I’m sitting in my home on Saturday listening to Maurice Sendak, the beloved children’s author, tell Terry Gross about his immigrant parents, and how they put all their money toward bringing one relative after another to America in the 1930s,
Sendak, you know, is the man who wrote “Where the Wild Things Are,” “In the Night Kitchen” and other classic American children’s delights. An immigrant, his parents refugees. In his impoverished childhood, the money went to bring the relatives over one by one — brothers, sisters, grandmother. Until Germany shut the borders and those left behind were killed.
Then I read the New York Times account of the people detained at JFK on Saturday — a family of refugees from Syria with approved visas. A man who worked in Iraq on behalf of the U.S. government, coming to join his wife and child. Then we realized that next, perhaps, will be the celebrated Iranian director Asghar Farhadi, who is nominated for an Oscar but comes from the banned Iran.
A blanket travel ban goes against everything we believe as Americans. And it comes not as we are under threat, on the brink of war or economically on our knees — which is typically when America does horrifically unconstitutional things like allow Guantanamo, waterboarding or the Sedition Act.
This travel ban comes apropos of nothing other than President Trump’s absurd reality distortion. It connects to no particular terror attack, and neatly avoids any countries where his companies do business.
Where is the country we know and love? The one that is hopeful, open to the world, devoted to welcoming the world’s “tired and poor” and offering a haven to those who go on to become our very own strength, like Maurice Sendak and about a million others we could name?
As someone who has many friends in Muslim countries and who has spent many years abroad, it does not represent me or the country I know.
The fact that it comes overnight by presidential fiat contributes to the sense of shock. Since when is this country run by a ruler rather than three branches of government? What is going on?
The artists and entertainers of this country must be particularly pained, as they know the power of culture and how it transcends borders, languages and nation-states. We are in the midst of celebrating the very international nature of movie culture at the Oscars, the Golden Globes, Sundance and the Screen Actors Guild Awards.
Less than a week ago I heard the soul-searing story of Kholoud, a Syrian activist who made the long trip to Sundance to talk about “Cries From Syria,” a documentary that will shake you to your core as you see the agonies imposed upon the civilians there – men, women and children. People she knew. Her people.
But now Syria – all Syrians – are banned. Kholoud is supposed to come back in March. A publicist for the film says with understatement that will now pose a “challenge.”
Our strength as a country lies in our diversity, in our openness to the world and in our embrace of the immigrant. It is also the source of the admiration other countries have for us. Our openness sets a moral example for others. Closing our borders to the weak and suffering sends just the opposite message.
We will not stand for blanket discrimination against Muslim countries. It is wrong. It is counterproductive. It is unnecessary. And it is profoundly un-American.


ACTIVITY: The records are to be copied from the line that contains "This screenshot has" through their last line, word for word, with every picture left out.

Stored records

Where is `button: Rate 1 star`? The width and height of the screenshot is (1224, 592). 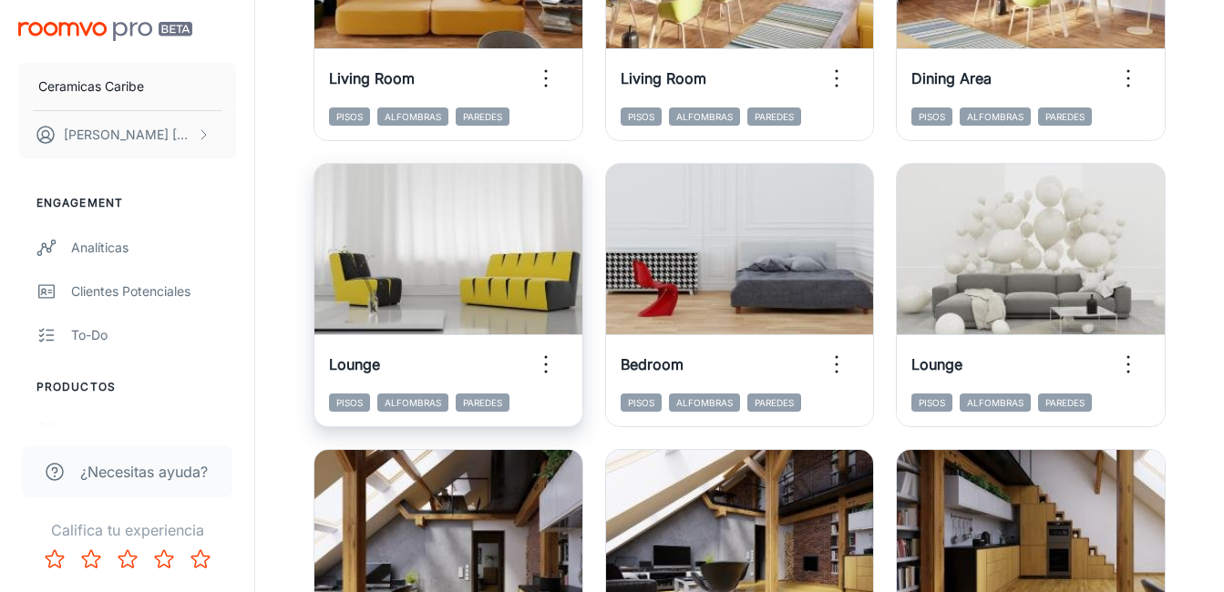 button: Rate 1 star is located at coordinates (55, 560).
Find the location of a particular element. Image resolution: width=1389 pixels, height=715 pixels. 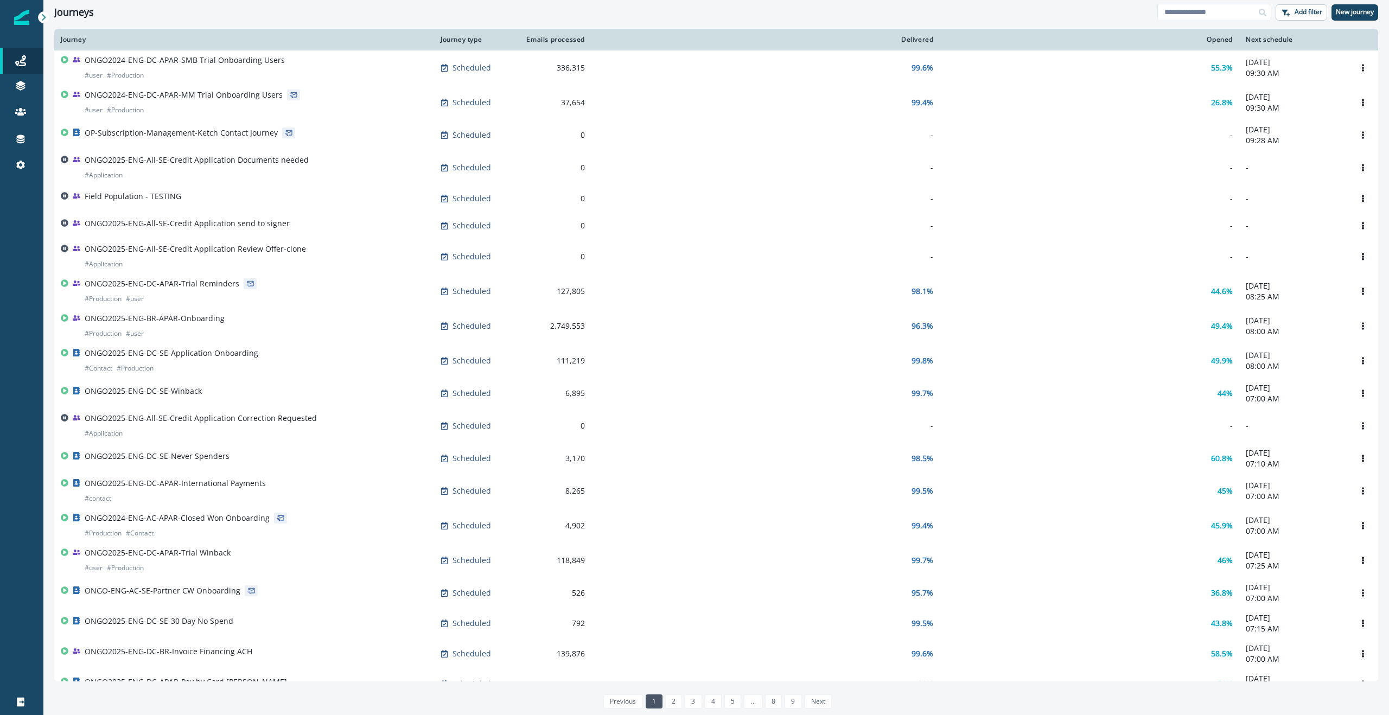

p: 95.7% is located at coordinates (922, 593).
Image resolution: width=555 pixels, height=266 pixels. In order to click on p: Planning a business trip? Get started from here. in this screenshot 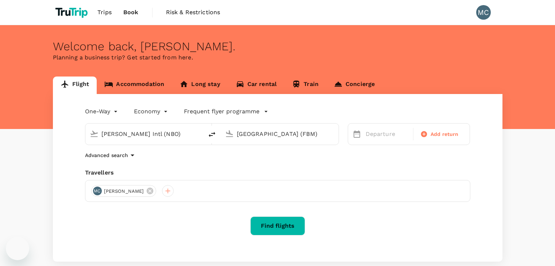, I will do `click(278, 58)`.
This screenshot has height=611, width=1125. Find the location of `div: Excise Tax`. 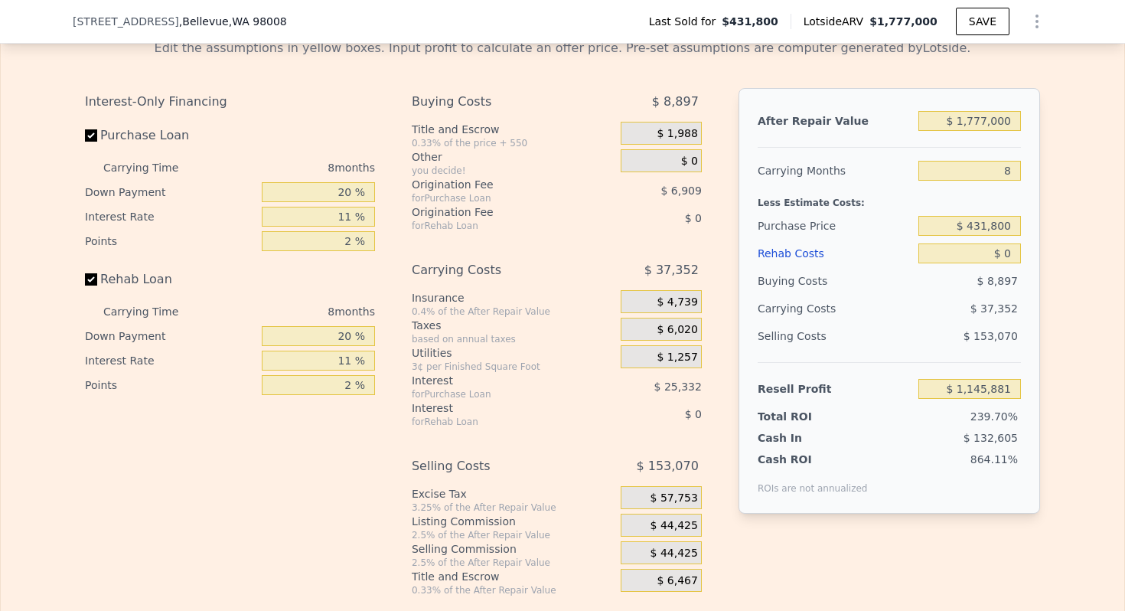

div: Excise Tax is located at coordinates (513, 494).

OUTPUT OF THE TASK:
This screenshot has height=611, width=1125. Find the location of `div: Excise Tax`. 

div: Excise Tax is located at coordinates (513, 494).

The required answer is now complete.